November 19, 2009
Death and Life on American Samoa: Update
Note: This is the final update to the article Dr. Halderman wrote about the extraordinary efforts of the United States Air Force to save the life of a 5-year-old on a remote Pacific American outpost:
Whoever destroys a soul, it is considered as if he destroyed an entire world. And whoever saves a life, it is considered as if he saved an entire world.This morning, a little boy died. His name was not Abe, but I call him that. He was five.
-Jerusalem Talmud, Sanhedrin 4:1 (22a)
I was one of a massive team of doctors, nurses, social workers, x-ray technologists, respiratory therapists, and hospital staff who cared for Abe. We were assisted by pilots, military command center personnel, logistics officers, technical crew, and relay operators.
Our work was made possible by three members of Congress, two governors, and a U.S. senator. The heavy lifting of red tape was done by their staff members in Pago Pago, Honolulu, Los Angeles, Fresno, and Washington, D.C.
Much of what we did for Abe depended on decades of research by scientists and lab personnel in cardiovascular surgery, pediatric infectious diseases, epidemiology, immunology, transfusion medicine, virology, and H1N1-subtype influenza.
The equipment we used was created by innovators in medical technology, including ventilators, artificial lungs ("ECMO" bypass), surgical instruments, and catheters for infusion and monitoring.
The drugs that treated Abe's series of infections, blood abnormalities, electrolyte disturbances, heart failure, and kidney malfunctions were the result of research and development done by pharmaceutical manufacturers and by workers in universities and labs across the world.
Abe was my patient, but he was not only my patient. He belonged to all of us who stood at his bedside, entered his test results in a computer, or just made a phone call on his behalf.
His father was with him constantly after he was transferred off the island to a Pediatric Intensive Care Unit on Hawaii, and his mother never left the hospital here on American Samoa.
The American Red Cross is arranging Abe's last trip home. As is tradition, he will be buried in his family's village so his brothers and sisters can visit him as they do his ancestors. And his mother and father will never be far from his side.
The financial burden of caring for this little boy during the last weeks of his life is staggering. The U.S. Air Force's C-17 medical transport plane trip alone cost hundreds of thousands of dollars. This is America, but the island does not even share the same side of the equator as California. We see the Southern Cross in the night sky, not the North Star.
I've been criticized for participating in this outrageously expensive attempt to salvage the life of a single child.
Was Abe's life worth it?
I understand the criticism, and it is logical: if we spent less on Abe and allowed him to die, we could theoretically take that money and allocate it to help many more children.
I'll leave that debate to others who can view this "case" more objectively than I can.
I was Abe's doctor. I will attend his funeral service. His family includes me in their nightly prayers. As did the army of caregivers who tried to save Abe's life, I did everything I could. When our remote medical facility reached the limits of its resources, we called for help.
The call was answered -- by elected officials, by the United States Air Force, by Tripler Army Medical Center, by Kapi'olani Women and Children's Medical Center -- even by the Children's Hospital of Central California, which volunteered to care for this child if he could have been transported the 5,000 miles.
Was Abe's life worth it? He was a five-year-old who liked to eat potato chips and tease his older brothers, not a head of state or a Nobel Prize nominee or even a famous athlete. He was just a boy whose family loved him. He was just my patient.
Was Abe's life worth it? It's not a question I can answer as a health care policy wonk. I can't answer it as a writer, or even as a doctor.
I can answer it only as one person who was there and served as a witness to modern medicine's miracles and one family's painful tragedy.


### Your objective
Copy nothing but the lines from the one containing "Describe the element" through the last line of the entries below, exactly as written and without pictures.

(Stored data)
====
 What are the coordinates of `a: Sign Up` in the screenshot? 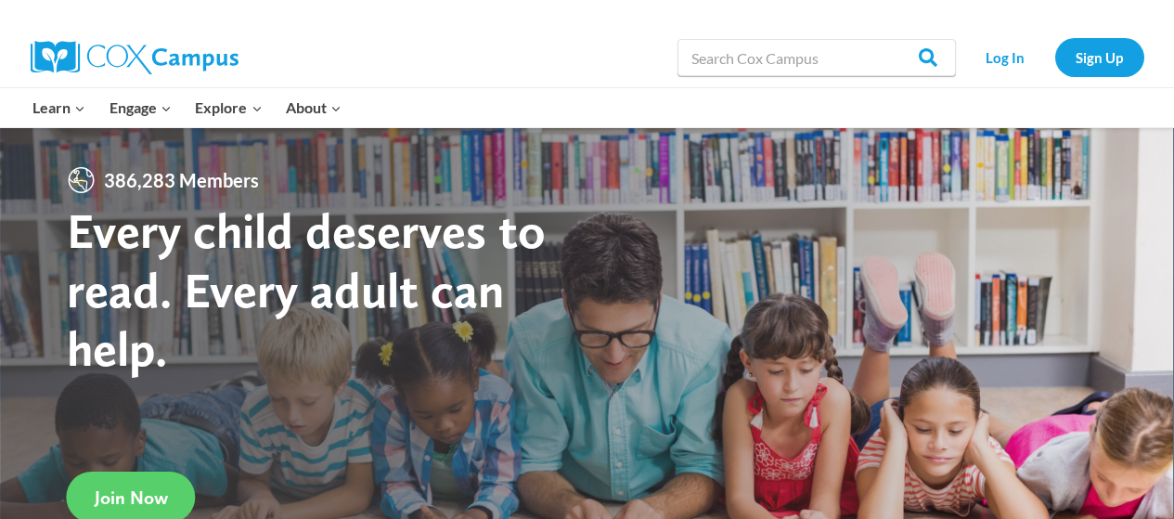 It's located at (1100, 57).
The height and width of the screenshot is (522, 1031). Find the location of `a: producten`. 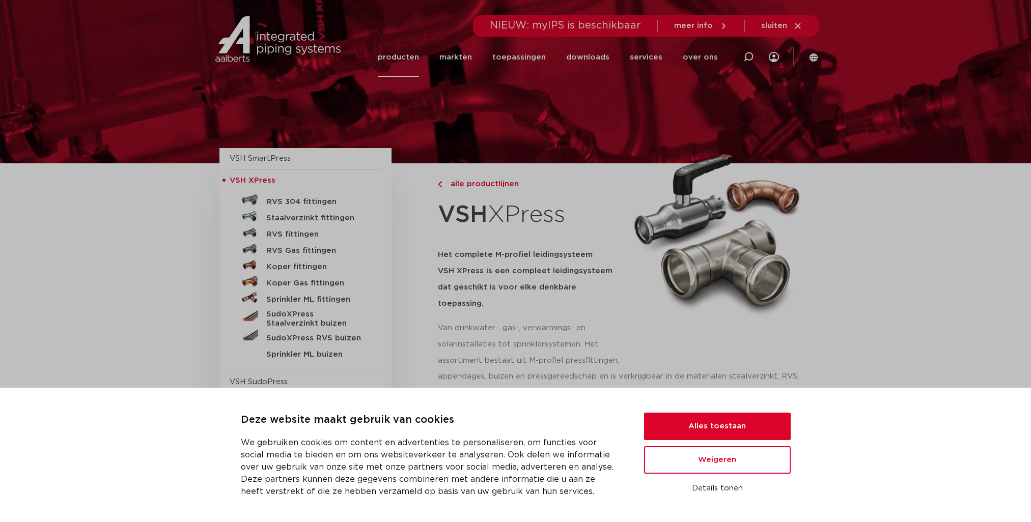

a: producten is located at coordinates (398, 57).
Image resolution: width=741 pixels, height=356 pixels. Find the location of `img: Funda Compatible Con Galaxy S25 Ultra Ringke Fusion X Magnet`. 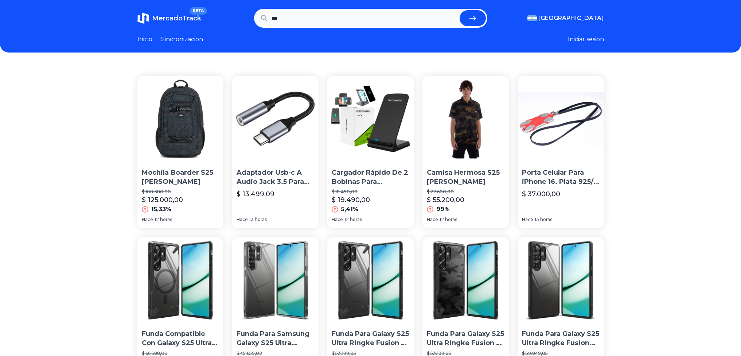

img: Funda Compatible Con Galaxy S25 Ultra Ringke Fusion X Magnet is located at coordinates (181, 280).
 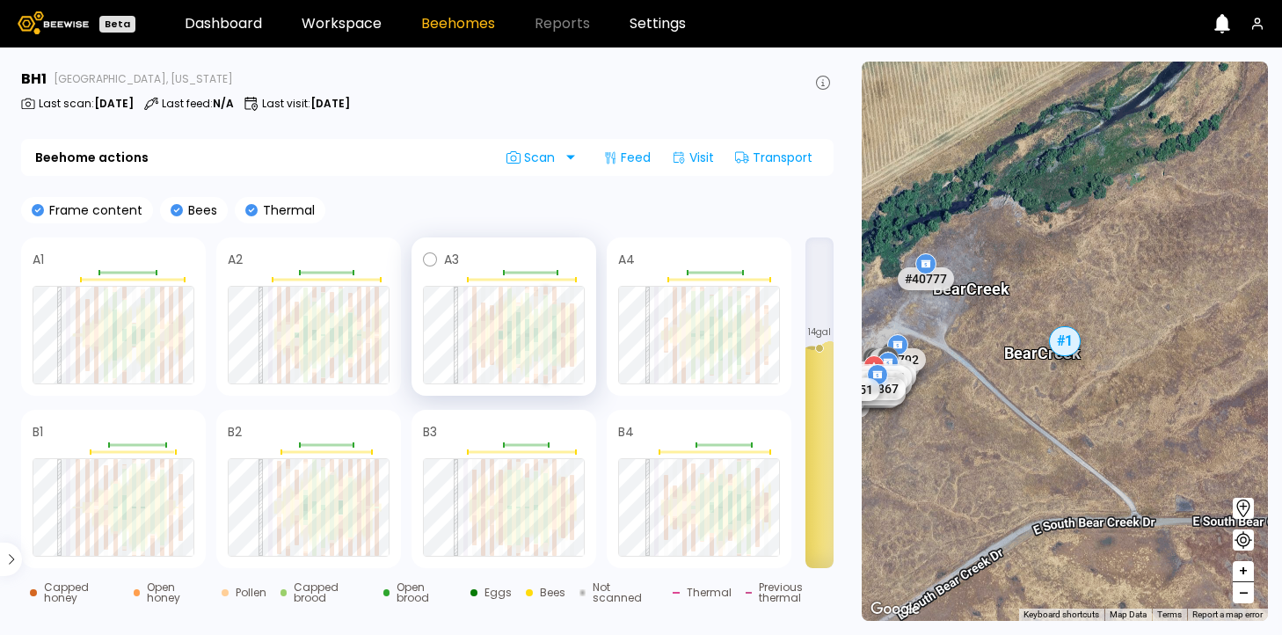 What do you see at coordinates (426, 592) in the screenshot?
I see `div: Open brood` at bounding box center [426, 592].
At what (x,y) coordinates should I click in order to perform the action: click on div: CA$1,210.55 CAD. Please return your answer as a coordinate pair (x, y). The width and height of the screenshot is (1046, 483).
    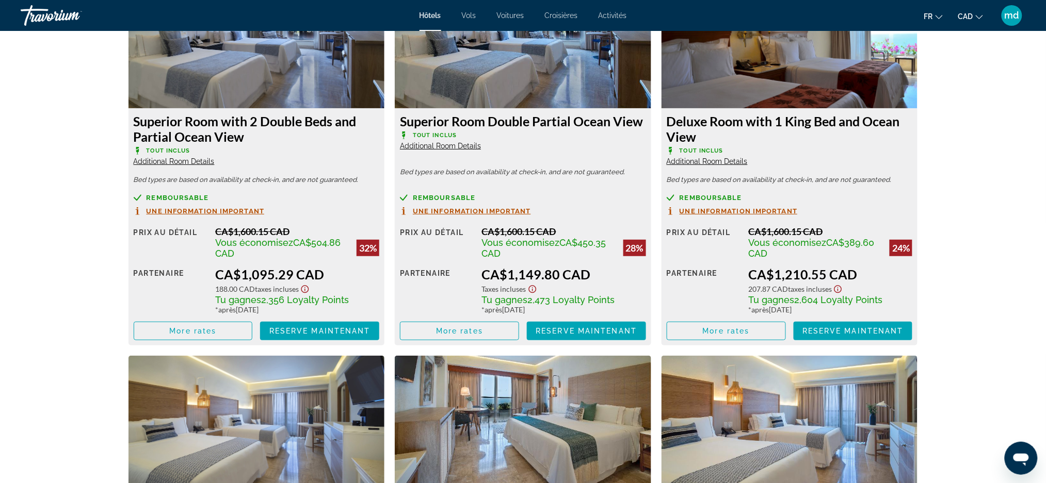
    Looking at the image, I should click on (830, 274).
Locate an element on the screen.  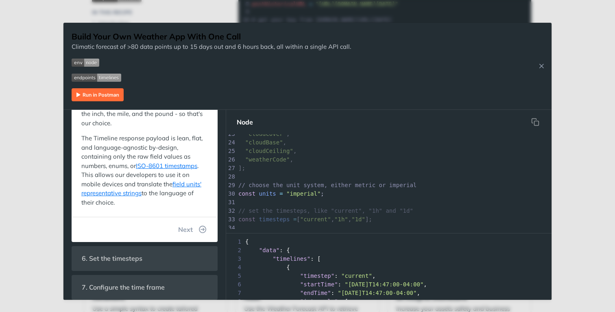
span: // set the timesteps, like "current", "1h" and "1d" is located at coordinates (326, 211).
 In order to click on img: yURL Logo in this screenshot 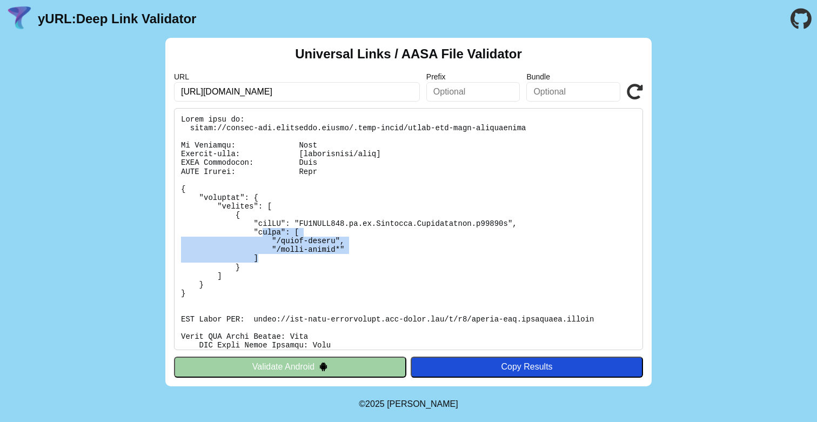, I will do `click(19, 19)`.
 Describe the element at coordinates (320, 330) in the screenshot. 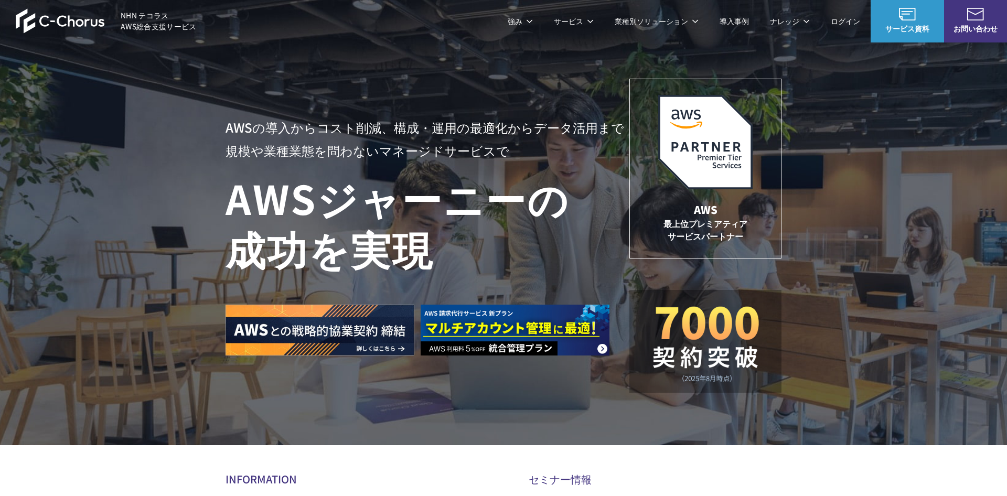

I see `a: AWSとの戦略的協業契約 締結` at that location.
====
### Exercise response
 Describe the element at coordinates (320, 330) in the screenshot. 

I see `a: AWSとの戦略的協業契約 締結` at that location.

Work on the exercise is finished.